EU says it will target social media features affecting minors and consider new age-limit rules
The Facts
- Ursula von der Leyen said the EU is working on measures to protect children and young people from harms linked to social media.
- She said the EU plans to act this year against social media design practices it considers harmful, including features such as endless scrolling, autoplay and push notifications.
- Von der Leyen specifically said the EU is taking action involving TikTok and also raised concerns about Meta's Instagram and Facebook over enforcement of the platforms' minimum age of 13.
- The announcement was made at the European Summit on Artificial Intelligence and Children in Copenhagen, Denmark.
- Von der Leyen said the EU should consider delaying children's access to social media and that a legislative proposal could come as early as this summer.
- An expert panel has been asked to report by July on steps the EU should take to protect minors online, and its findings are meant to inform any proposal.
- The issue has gained momentum because several EU member states are already pushing for stricter limits on minors' use of social media, increasing pressure for an EU-wide approach.
- What remains unresolved is the final form of any EU legislation, including whether the bloc will set a minimum age or adopt another type of access restriction for minors.

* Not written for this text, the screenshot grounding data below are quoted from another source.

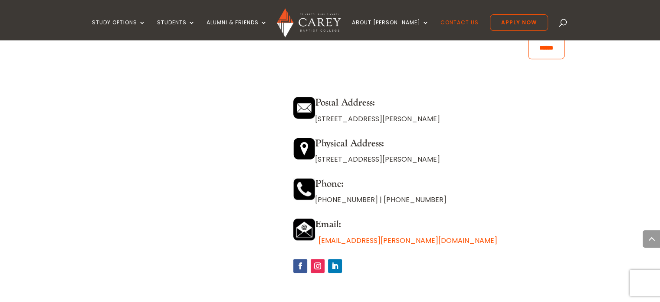  I want to click on img: Email.png, so click(304, 229).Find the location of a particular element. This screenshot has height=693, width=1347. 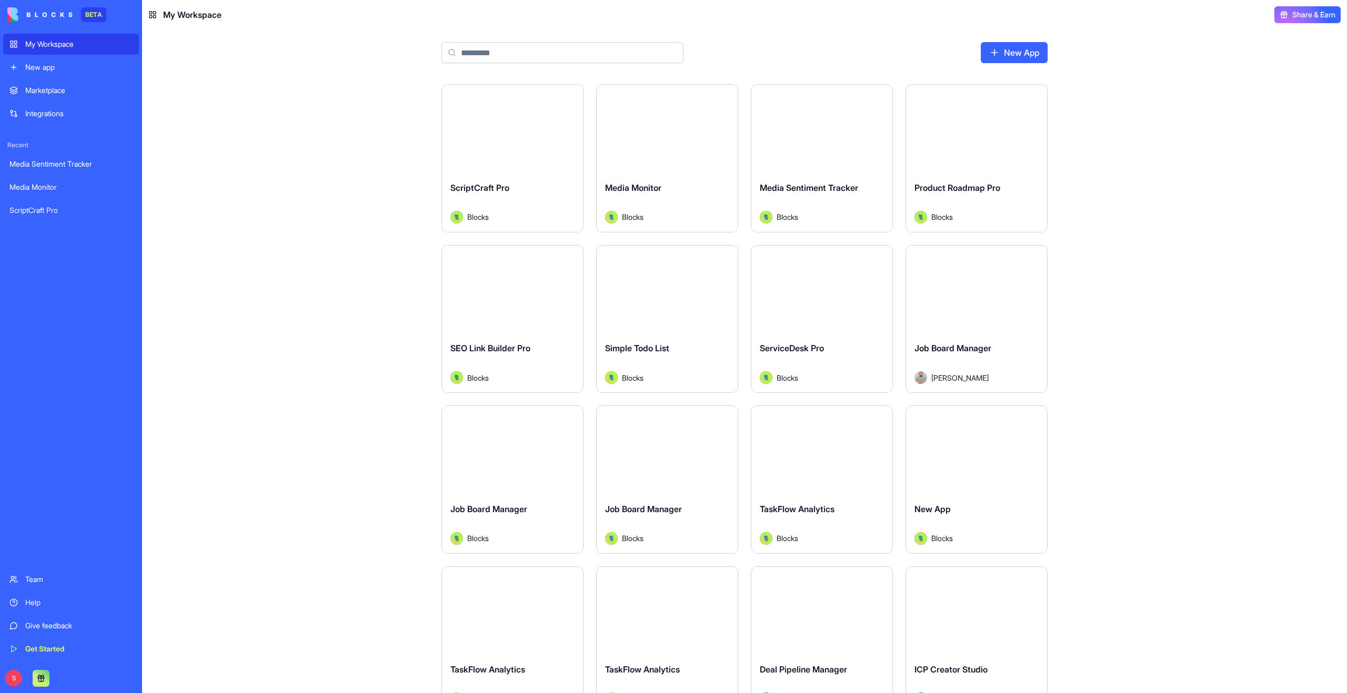

a: Team is located at coordinates (71, 580).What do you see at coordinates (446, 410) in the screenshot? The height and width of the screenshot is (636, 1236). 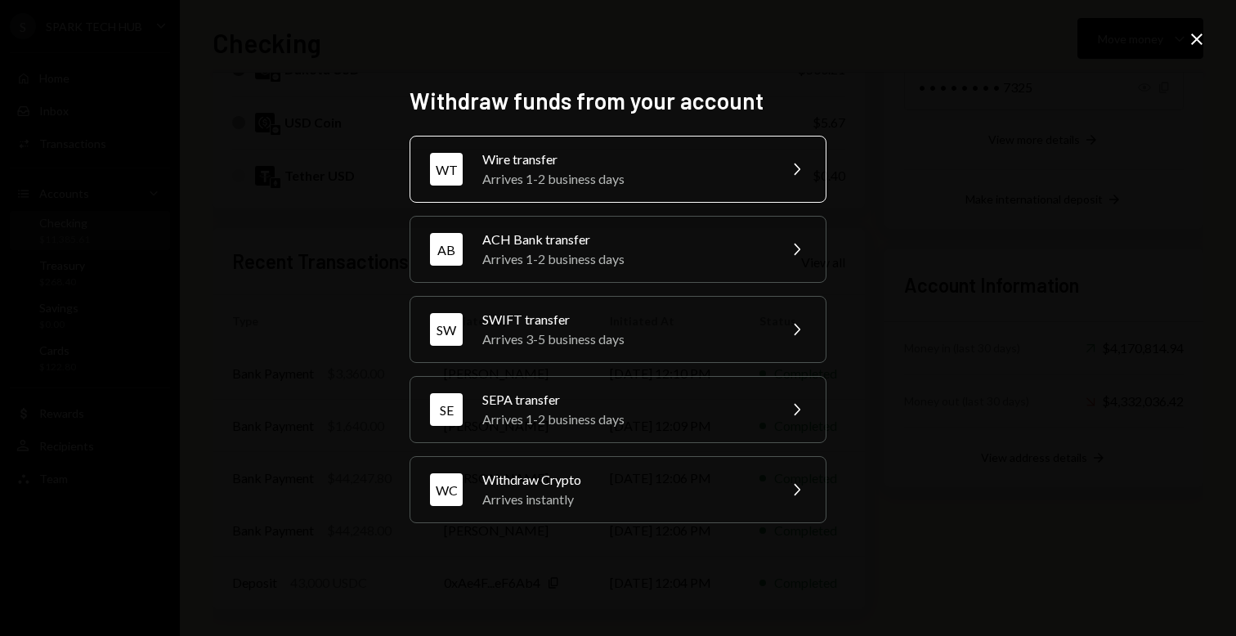 I see `div: SE` at bounding box center [446, 410].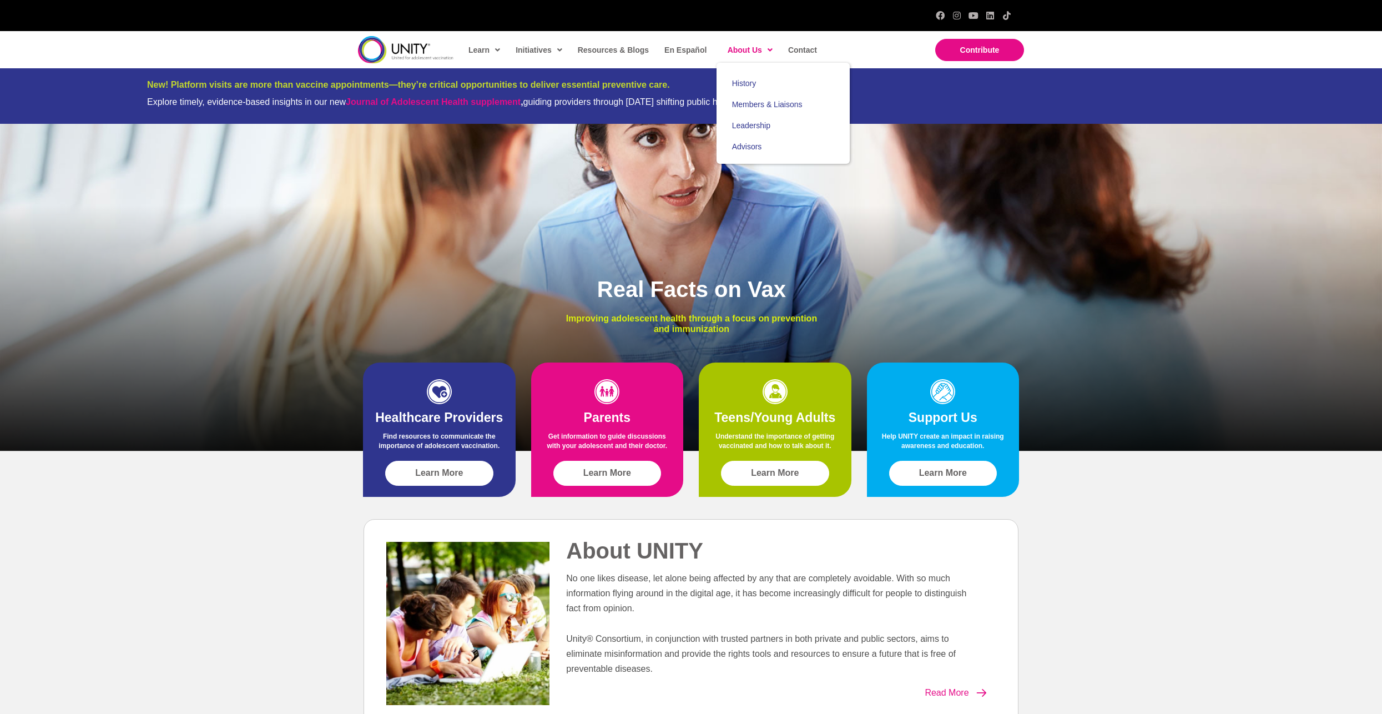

How left and right are reading this
- Both agree
- Harm to minors from social media design and access is treated as a real policy problem requiring EU action, with the unresolved task being how to translate that concern into rules that protect children and young people.
- They split on
- Less a disagreement than a question of emphasis: making child protections consistent across member states, versus making any EU rule on minors' access and harmful design clear, workable, and informed by the expert panel.
Context
What kinds of platform features is the EU targeting?
Von der Leyen said the EU is focusing on design practices that keep users engaged, including endless scrolling, autoplay and push notifications, and linked that effort to broader work under the Digital Fairness Act CNBC,Reuters,ANSA.it.
Is the EU proposing a social media ban for children right now?
Not yet. Von der Leyen said the EU should consider a "social media delay" for children and that a proposal could come this summer, but only after an expert panel reports by July on options for protecting minors online RTE.ie,BBC,Franceinfo.
Why is this becoming an EU-level issue now?
Multiple member states have been pressing for stronger protections for minors online, with countries including Denmark, France, Spain and Greece cited as backing tougher limits, which has increased pressure on Brussels to act at the bloc level Euronews English,BBC.